King Kong, the Ultimate Fighting Champion

Sunday, December 18th, 2005

I first saw King Kong — the original — at age 14 or so, well before I knew anything about real martial arts. (I believe I had a couple years of strip-mall McDojo kempo under my brown belt.) It struck me as a better movie than I expected, with much better special effects than I expected for a movie from the 1930s.

Years later I found myself at a ritzy party where the host was playing classic movies throughout the house, when I started watching Kong’s famous bout with the T-Rex — and I noticed that Kong had just shot in for a single-leg takedown.

And he circled to take Rex down. He was using legitimate grappling techniques! Naturally I couldn’t stop watching.

Throughout the match Kong ties up Rex. I suppose the head-and-arm tie-up has unique strengths and weaknesses against a dinosaur with very big teeth and very small arms.

At one point he actually steps in and hip-tosses the big lizard.

After taking Rex down with a sagging headlock, he goes for the ground-and-pound, but Rex gets his legs in — classic jiu-jitsu — and pushes him away. (OK, it’s not quite a black-belt’s open guard, but it’s something.)

In the subsequent scramble, Kong hops on Rex’s back and goes for the rear naked choke. (Note: “naked” because it doesn’t use the opponent’s collar or lapel; known as mata leão or kill the lion in Portuguese.)

Finally, after snapping Rex’s jaw and breaking his neck, Kong stands victorious, roaring and beating his chest — just like any good mixed-martial arts (MMA) victor in UFC or Pride.

I recommend watching the whole fight (7.45 MB).

Edit: I’d been wondering how and why that fight scene was so well choreographed. I had assumed that the stop-motion animators were working from footage of pro wrestlers (back when the bouts were fairly credible). It turns out there’s an even better explanation (from IMDB):

Both Merian C. Cooper and Ernest B. Schoedsack had been wrestlers, and they acted out the fighting moves for the battle between the T Rex and Kong in the effects studio, before the animators shot the scene.

Edit: A Danish jiu-jitsu purple-belt by the name of Christian Berger Graugart has posted the footage to YouTube — with no reference to this page. Sigh.

Edit 2: Christian Berger Graugart has updated his post to reference to this page. Huzzah!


For this exercise, copy each line of the records that contains the word "Informed".

| Data to use |
== == ==

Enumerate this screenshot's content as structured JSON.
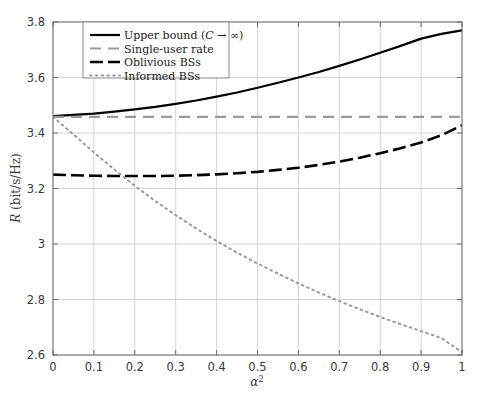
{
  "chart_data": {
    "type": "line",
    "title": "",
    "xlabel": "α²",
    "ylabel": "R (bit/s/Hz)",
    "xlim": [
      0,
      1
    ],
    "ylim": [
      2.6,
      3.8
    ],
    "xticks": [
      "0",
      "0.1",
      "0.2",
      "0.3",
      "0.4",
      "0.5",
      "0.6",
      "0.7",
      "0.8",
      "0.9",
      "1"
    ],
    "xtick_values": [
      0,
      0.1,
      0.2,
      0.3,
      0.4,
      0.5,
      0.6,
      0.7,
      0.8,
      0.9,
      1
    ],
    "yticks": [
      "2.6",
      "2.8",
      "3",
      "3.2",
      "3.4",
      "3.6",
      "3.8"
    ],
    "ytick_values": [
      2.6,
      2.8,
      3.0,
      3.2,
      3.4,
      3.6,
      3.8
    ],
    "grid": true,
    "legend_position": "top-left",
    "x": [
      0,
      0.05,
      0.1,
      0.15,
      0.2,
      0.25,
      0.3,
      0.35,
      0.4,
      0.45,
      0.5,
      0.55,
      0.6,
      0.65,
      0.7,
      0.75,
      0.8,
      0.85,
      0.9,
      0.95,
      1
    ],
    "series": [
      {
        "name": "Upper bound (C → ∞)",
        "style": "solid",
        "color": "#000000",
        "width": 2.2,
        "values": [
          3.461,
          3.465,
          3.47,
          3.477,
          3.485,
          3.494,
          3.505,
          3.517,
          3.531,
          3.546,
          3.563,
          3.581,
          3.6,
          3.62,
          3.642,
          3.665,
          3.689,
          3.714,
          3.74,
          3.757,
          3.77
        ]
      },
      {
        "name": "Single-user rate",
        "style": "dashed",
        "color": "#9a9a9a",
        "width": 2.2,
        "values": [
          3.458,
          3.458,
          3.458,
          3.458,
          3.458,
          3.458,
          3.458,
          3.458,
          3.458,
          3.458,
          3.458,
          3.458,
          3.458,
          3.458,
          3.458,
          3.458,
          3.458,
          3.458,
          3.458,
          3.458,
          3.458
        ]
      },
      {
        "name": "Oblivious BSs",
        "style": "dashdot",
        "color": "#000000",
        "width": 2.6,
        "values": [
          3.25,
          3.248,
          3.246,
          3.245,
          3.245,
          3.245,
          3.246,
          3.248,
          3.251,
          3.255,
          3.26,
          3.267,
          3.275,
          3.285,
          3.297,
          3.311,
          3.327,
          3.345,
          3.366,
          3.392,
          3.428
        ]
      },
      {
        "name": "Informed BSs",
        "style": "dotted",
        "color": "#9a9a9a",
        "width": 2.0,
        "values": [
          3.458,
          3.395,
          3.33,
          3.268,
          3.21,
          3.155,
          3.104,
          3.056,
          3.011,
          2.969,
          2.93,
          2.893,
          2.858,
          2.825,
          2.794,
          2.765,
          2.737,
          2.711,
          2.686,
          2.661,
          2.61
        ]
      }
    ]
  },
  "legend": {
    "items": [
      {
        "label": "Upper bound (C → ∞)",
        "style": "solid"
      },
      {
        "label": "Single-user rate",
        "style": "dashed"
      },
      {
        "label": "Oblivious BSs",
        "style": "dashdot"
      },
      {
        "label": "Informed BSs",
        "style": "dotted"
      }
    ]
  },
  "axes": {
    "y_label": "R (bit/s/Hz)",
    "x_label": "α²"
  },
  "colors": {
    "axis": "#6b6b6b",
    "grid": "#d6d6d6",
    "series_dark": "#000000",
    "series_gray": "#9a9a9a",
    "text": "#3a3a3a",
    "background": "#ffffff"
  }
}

== == ==

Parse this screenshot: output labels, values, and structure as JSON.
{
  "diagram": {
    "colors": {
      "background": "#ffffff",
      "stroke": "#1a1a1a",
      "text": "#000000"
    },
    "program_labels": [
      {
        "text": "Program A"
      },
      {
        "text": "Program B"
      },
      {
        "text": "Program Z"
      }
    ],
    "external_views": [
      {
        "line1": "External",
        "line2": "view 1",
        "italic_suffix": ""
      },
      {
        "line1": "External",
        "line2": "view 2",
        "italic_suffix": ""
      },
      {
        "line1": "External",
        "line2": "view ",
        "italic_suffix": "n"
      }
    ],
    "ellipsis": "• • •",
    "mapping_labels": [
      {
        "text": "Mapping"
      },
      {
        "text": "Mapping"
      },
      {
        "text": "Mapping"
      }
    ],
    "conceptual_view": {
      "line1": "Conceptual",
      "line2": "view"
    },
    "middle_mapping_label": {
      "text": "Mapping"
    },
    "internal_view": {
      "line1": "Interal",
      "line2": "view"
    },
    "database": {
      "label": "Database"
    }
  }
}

== == ==

| Output below |
        "name": "Informed BSs",
        "label": "Informed BSs",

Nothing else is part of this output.